Almost as soon as she’d heard the rumbling crashing monster that was Tankita Bananas, Alma leapt to her feet and sprinted across the clearing, her pain, wounds, and ointment all forgotten in emergency. She swooped in to protect the blonde woman, even as her newfound brother lay dumbstruck in the flowers. There was little she could do against such a beast, to be sure, but even so, she pulled the woman to her feet even as Tankita’s cannon swiveled around to the three of them.
Then she heard it again, the ringing in her skull, shaped into word-like things. It clattered around in her head painfully, echoing to and fro before the message it bore began to come clear. One arm holding back her charge, she clutched her brow with the other. ”…rescue you…answers…seeing myself?”
”Why am I seeing myself?”
The witch’s eyes opened wide, staring at the steel creature, and then back at the blonde woman in her protection, and finally back at the barrel of the cannon. “This woman…is you?”
“Was, past tense. I died and became the thing you see today because of Pode's mercy. That girl, Tamara is the woman I used to be before all this happened to me.”
“By the gods,” breathed the witch. There was a way to test this claim, but… Screw it, she thought, grasping with each hand on the soft, flushed flesh of the blonde’s cheek and the hard, cold steel of the cannon’s muzzle, respectively. Reaching with her mind into the pair, drawing in mere tastes of their auras, she touched on their souls and felt the scars for the truth.
All at once, she felt the blood chilling fear of final death, as monstrous creatures tore at her flesh, and worried her bones. She felt her lifeblood spill onto cold soil, drank into the Red Forest’s roots. She felt herself die. Dagon, the Reaper, severed her bonds to mortal form, and she could all but taste the black approach of Mot, the Swallower of Souls, seeking yet another meal to cleanse from existence. As her oblivion approached, her soul was overcome by waves of relief at her coming fate and absolution, fear and anger stripped away by surety and peace.
But a woman’s voice, huskily singing in the distance, pulled slowly at first, and then more insistently, on her soul, tearing her away from her final rest. She was called more and more forcefully away from the site of her death, deeper into the forest, and finally thrust and bound into cold, inert, lifeless metal.
As Alma’s sense of self reasserted itself, reorienting herself, she released her hold on the young woman to hold Tankita’s cannon in both hands, stroking the muzzle softly. “I’m so sorry,” she whispered to the lost soul bound within. “I’m so sorry for what she did to you, familiar.”
She didn’t have the heart to tell her the full truth. Tankita Bananas was crude practice.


## WORK ORDER:
Find and copy the lines in the records beneath this task that contain the word "selling".

## RECORDS SHOWN:
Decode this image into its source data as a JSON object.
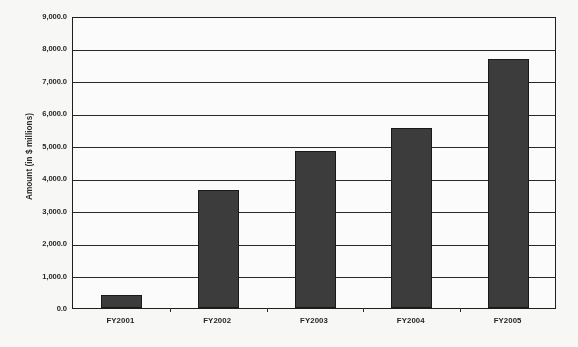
{
  "chart_data": {
    "type": "bar",
    "title": "",
    "xlabel": "",
    "ylabel": "Amount (in $ millions)",
    "categories": [
      "FY2001",
      "FY2002",
      "FY2003",
      "FY2004",
      "FY2005"
    ],
    "values": [
      400,
      3650,
      4850,
      5550,
      7680
    ],
    "ylim": [
      0,
      9000
    ],
    "ytick_step": 1000,
    "ytick_labels": [
      "9,000.0",
      "8,000.0",
      "7,000.0",
      "6,000.0",
      "5,000.0",
      "4,000.0",
      "3,000.0",
      "2,000.0",
      "1,000.0",
      "0.0"
    ],
    "ytick_values": [
      9000,
      8000,
      7000,
      6000,
      5000,
      4000,
      3000,
      2000,
      1000,
      0
    ],
    "grid": true,
    "grid_orientation": "horizontal",
    "legend": null,
    "series": [
      {
        "name": "Amount",
        "color": "#3a3a3a",
        "values": [
          400,
          3650,
          4850,
          5550,
          7680
        ]
      }
    ]
  },
  "axis": {
    "y_title": "Amount (in $ millions)"
  }
}
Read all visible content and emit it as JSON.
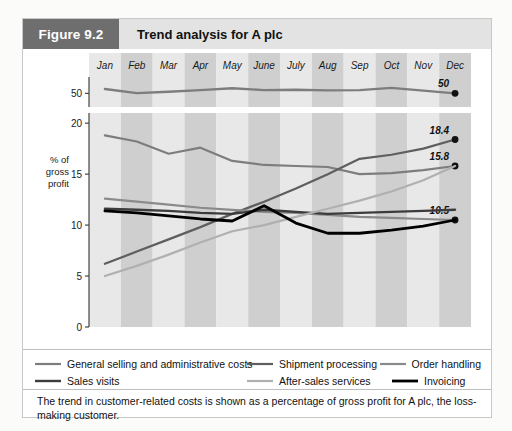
{
  "header": {
    "figure_number": "Figure 9.2",
    "title": "Trend analysis for A plc",
    "badge_color": "#6e6e6e",
    "bar_color": "#e3e3e3"
  },
  "caption": {
    "line1": "The trend in customer-related costs is shown as a percentage of gross profit for A plc,",
    "line2": "the loss-making customer."
  },
  "legend": {
    "items": [
      {
        "label": "General selling and administrative costs",
        "color": "#7d7d7d",
        "width": 2.2
      },
      {
        "label": "Shipment processing",
        "color": "#5e5e5e",
        "width": 2.2
      },
      {
        "label": "Order handling",
        "color": "#8a8a8a",
        "width": 2.2
      },
      {
        "label": "Sales visits",
        "color": "#3c3c3c",
        "width": 2.4
      },
      {
        "label": "After-sales services",
        "color": "#b0b0b0",
        "width": 2.2
      },
      {
        "label": "Invoicing",
        "color": "#000000",
        "width": 2.8
      }
    ]
  },
  "chart_data": {
    "type": "line",
    "title": "Trend analysis for A plc",
    "xlabel": "",
    "ylabel": "% of gross profit",
    "ylabel_lines": [
      "% of",
      "gross",
      "profit"
    ],
    "categories": [
      "Jan",
      "Feb",
      "Mar",
      "Apr",
      "May",
      "June",
      "July",
      "Aug",
      "Sep",
      "Oct",
      "Nov",
      "Dec"
    ],
    "grid": false,
    "legend_position": "bottom",
    "band_colors": {
      "light": "#e8e8e8",
      "dark": "#cfcfcf"
    },
    "panels": [
      {
        "name": "top-panel",
        "ylim": [
          45,
          56
        ],
        "yticks": [
          50
        ],
        "ytick_labels": [
          "50"
        ],
        "series": [
          {
            "name": "Gross margin",
            "color": "#7d7d7d",
            "width": 2.4,
            "end_label": "50",
            "marker_end": true,
            "values": [
              51.6,
              50.1,
              50.6,
              51.2,
              51.9,
              51.2,
              51.3,
              51.1,
              51.2,
              52.0,
              51.0,
              50.0
            ]
          }
        ]
      },
      {
        "name": "main-panel",
        "ylim": [
          0,
          21
        ],
        "yticks": [
          0,
          5,
          10,
          15,
          20
        ],
        "ytick_labels": [
          "0",
          "5",
          "10",
          "15",
          "20"
        ],
        "series": [
          {
            "name": "General selling and administrative costs",
            "color": "#7d7d7d",
            "width": 2.2,
            "end_label": "15.8",
            "marker_end": true,
            "values": [
              18.8,
              18.2,
              17.0,
              17.6,
              16.3,
              15.9,
              15.8,
              15.7,
              15.0,
              15.1,
              15.4,
              15.8
            ]
          },
          {
            "name": "Shipment processing",
            "color": "#5e5e5e",
            "width": 2.2,
            "end_label": "18.4",
            "marker_end": true,
            "values": [
              6.2,
              7.4,
              8.6,
              9.8,
              11.1,
              12.3,
              13.6,
              15.0,
              16.5,
              16.9,
              17.5,
              18.4
            ]
          },
          {
            "name": "Order handling",
            "color": "#8a8a8a",
            "width": 2.2,
            "end_label": "10.5",
            "marker_end": true,
            "values": [
              12.6,
              12.3,
              12.0,
              11.7,
              11.5,
              11.3,
              11.2,
              11.0,
              10.8,
              10.7,
              10.6,
              10.5
            ]
          },
          {
            "name": "Sales visits",
            "color": "#3c3c3c",
            "width": 2.4,
            "end_label": "",
            "marker_end": false,
            "values": [
              11.6,
              11.5,
              11.4,
              11.2,
              11.1,
              11.5,
              11.3,
              11.1,
              11.2,
              11.3,
              11.4,
              11.5
            ]
          },
          {
            "name": "After-sales services",
            "color": "#b0b0b0",
            "width": 2.2,
            "end_label": "",
            "marker_end": false,
            "values": [
              5.0,
              6.0,
              7.1,
              8.3,
              9.4,
              10.0,
              10.8,
              11.6,
              12.4,
              13.3,
              14.4,
              15.8
            ]
          },
          {
            "name": "Invoicing",
            "color": "#000000",
            "width": 2.8,
            "end_label": "",
            "marker_end": false,
            "values": [
              11.4,
              11.2,
              10.9,
              10.6,
              10.4,
              11.9,
              10.2,
              9.2,
              9.2,
              9.5,
              9.9,
              10.5
            ]
          }
        ]
      }
    ]
  }
}
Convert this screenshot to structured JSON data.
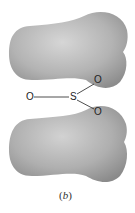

## YOUR SOLUTION:
        "label": "General selling and administrative costs",
            "name": "General selling and administrative costs",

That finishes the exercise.